All Cressida’s doubts about Justin’s constancy dissipated to be replaced by unadulterated joy at the prospect of being taken in his arms once again.

Yet as she stepped forward, she felt again the slightest stirring of doubt. Catherine always told her she was much too credulous for her own good.

“Mrs. Plumb told me I’d find the gentleman I was looking for in this room.” She made her voice softer, breathier. Holding the back of the sofa, she turned, swaying slightly toward him, striving for a tone and gesture both appealing and vulnerable. Justin’s chivalrous impulses were easily stirred. She wanted to see the effect she had on him when she was not his wife, but a stranger. An appealing, interested stranger.

She raised a trembling hand to her mouth. “I am a widow, sir. I lost my beloved husband a year ago. Mrs. Plumb directed me here. She said you were a kind man who’d listen…if I wanted to talk.”

Despite the dimness of the room, she saw indecisiveness cross his face. Justin was a kind man, but how far would he allow himself to be swayed by a lonely widow? How much did she want him to be?

She caught herself up. This was madness. She had no desire to be confronted by her husband’s weaknesses—if he had any—yet here they were, in a cozy, intimate setting, where each could pretend to be someone else.

It was too much to resist.

Lowering herself onto the sofa, she tilted her head in invitation. “Just five minutes of your time, sir. Perhaps you knew my husband?”

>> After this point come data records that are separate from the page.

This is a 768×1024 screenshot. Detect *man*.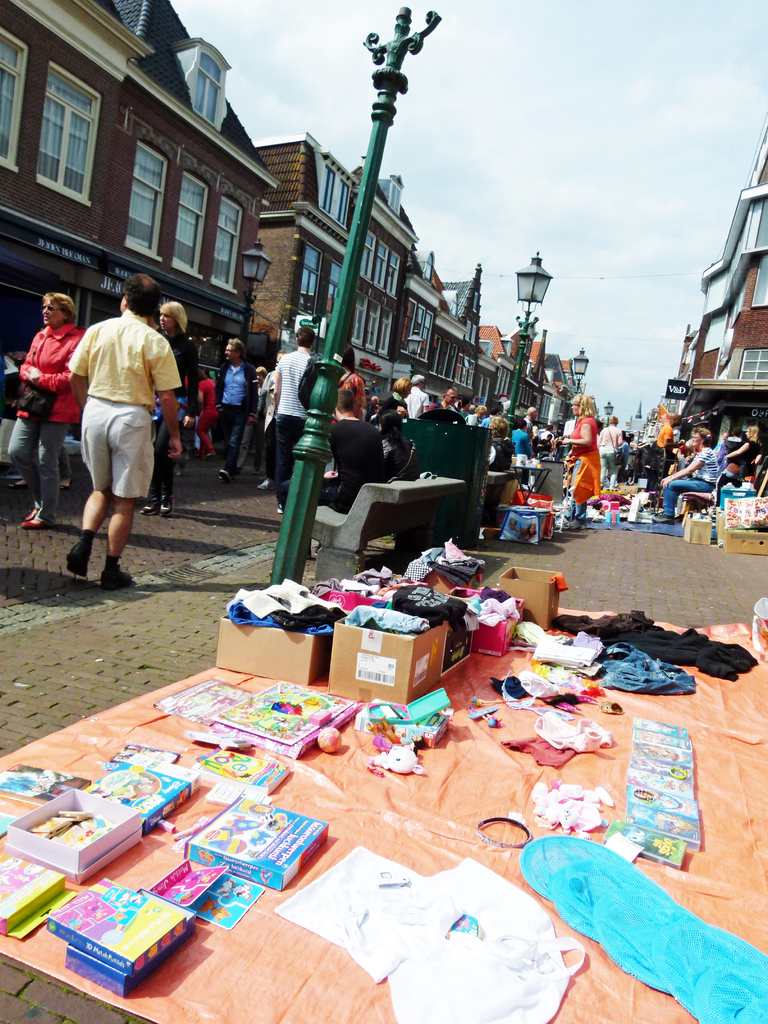
(10, 292, 86, 529).
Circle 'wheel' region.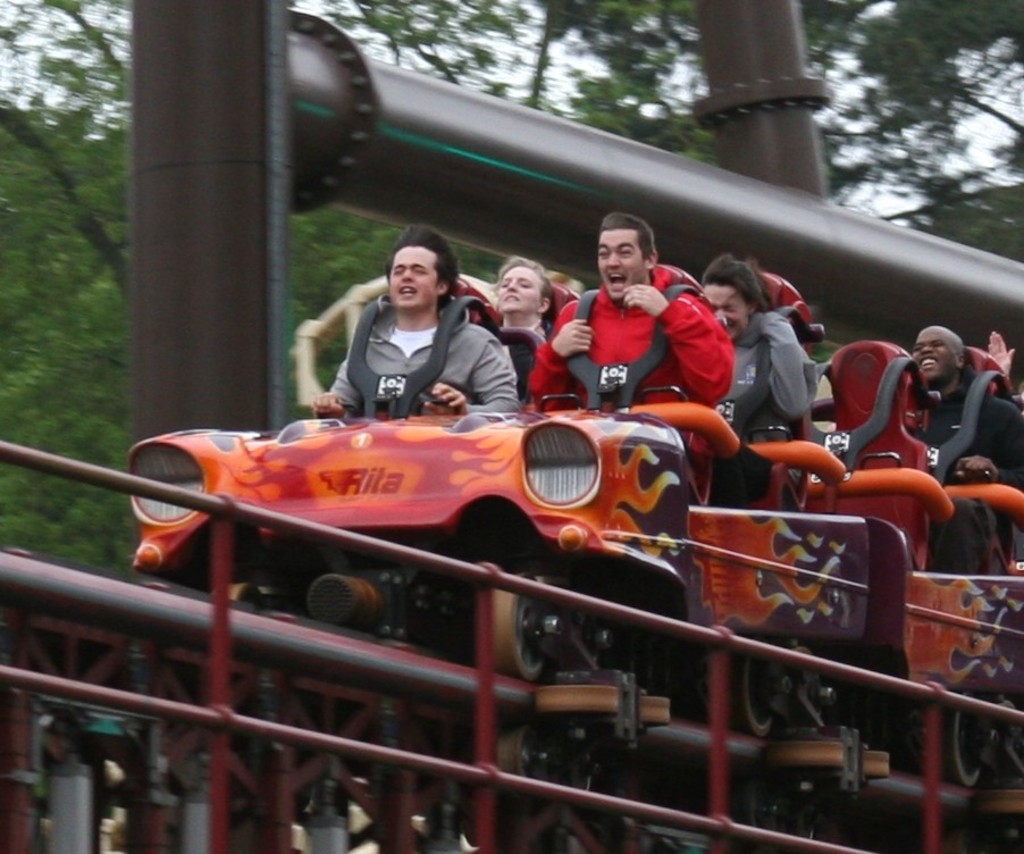
Region: {"x1": 489, "y1": 723, "x2": 551, "y2": 784}.
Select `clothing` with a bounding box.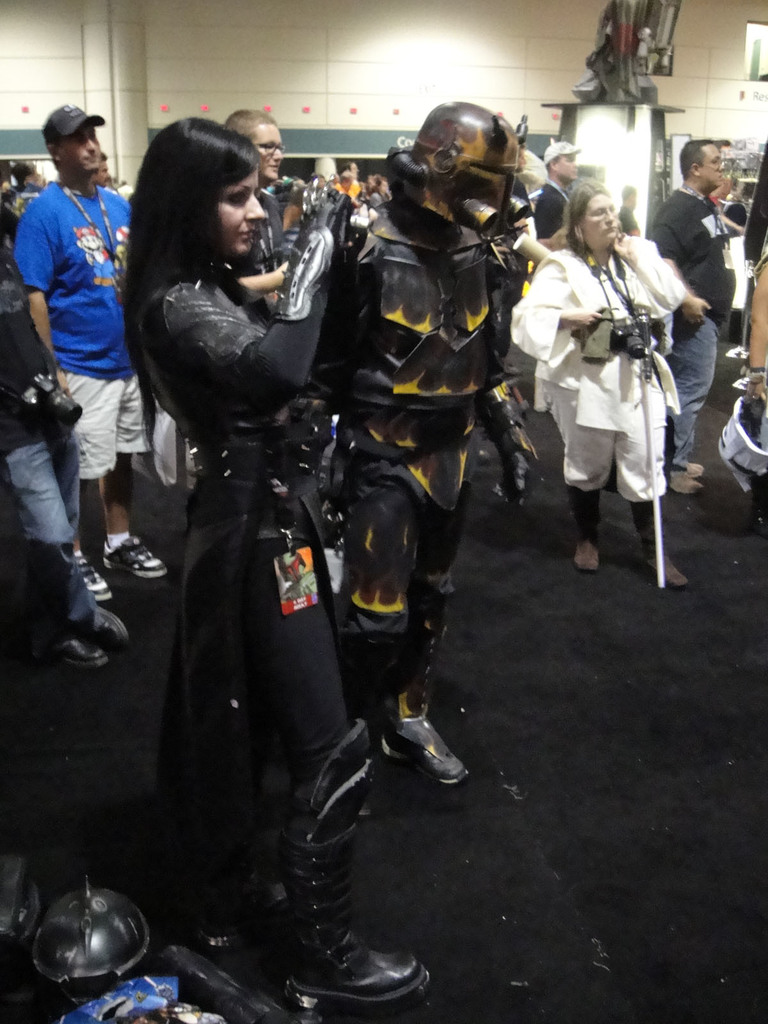
<bbox>0, 177, 140, 458</bbox>.
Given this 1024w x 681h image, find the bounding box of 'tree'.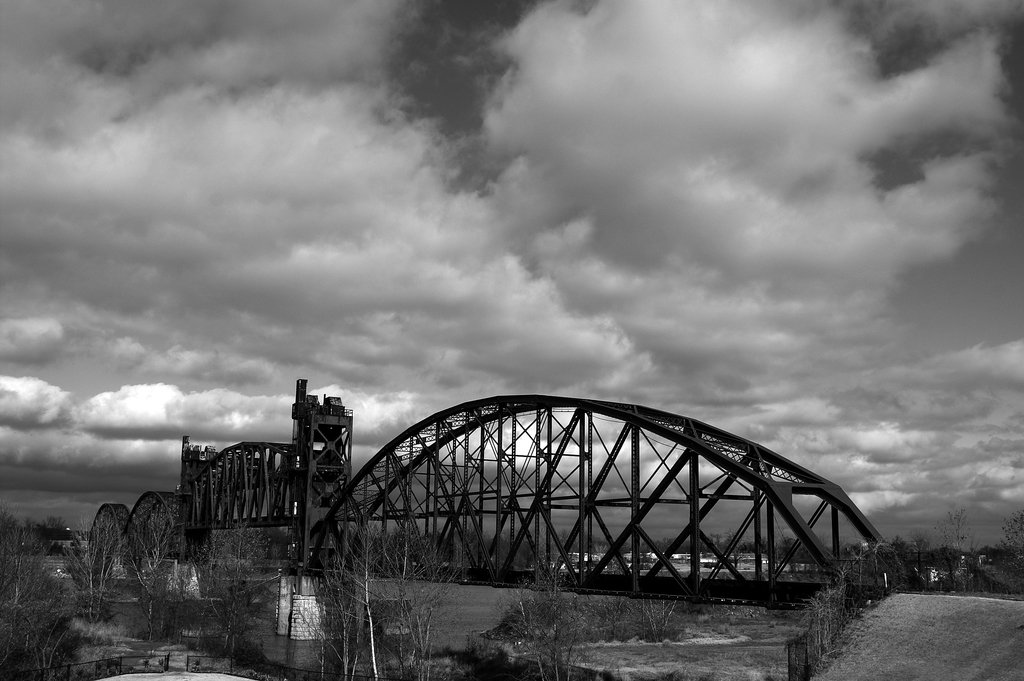
detection(997, 512, 1023, 571).
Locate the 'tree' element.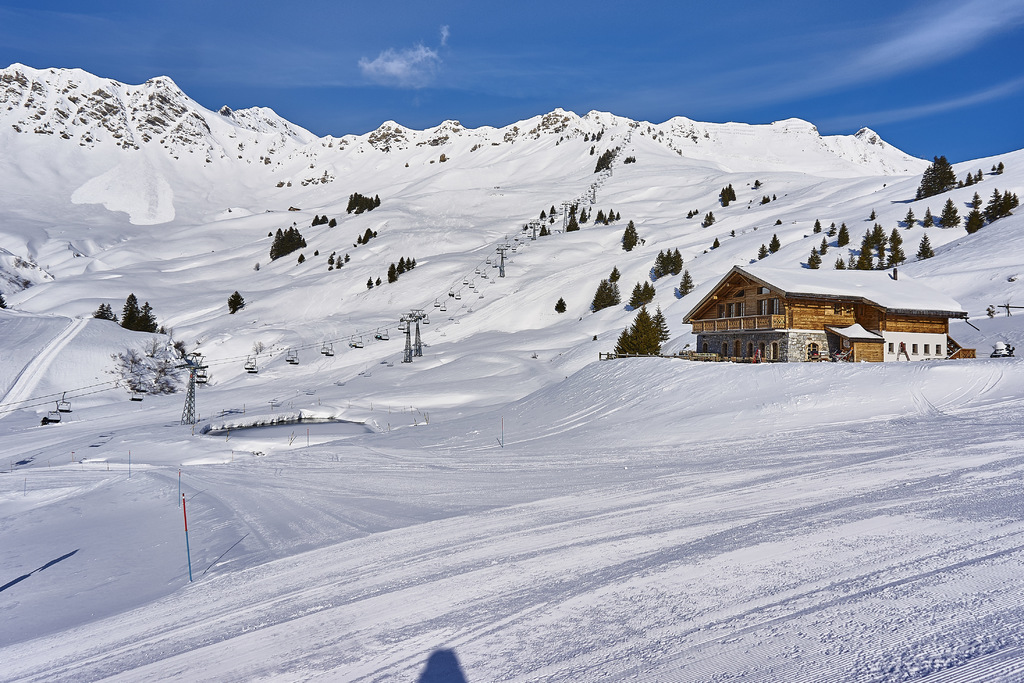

Justin was on the point of refusing, of kindly but firmly leading the woman out of the sitting room, when his senses switched to high alert. There was something familiar about the line of her throat when she tilted her head, glimpsed for a second through her thick veil. Also, the voice—the soft, breathy tone could almost be…

When she stepped from the shadows and into the light, he thought he was hallucinating.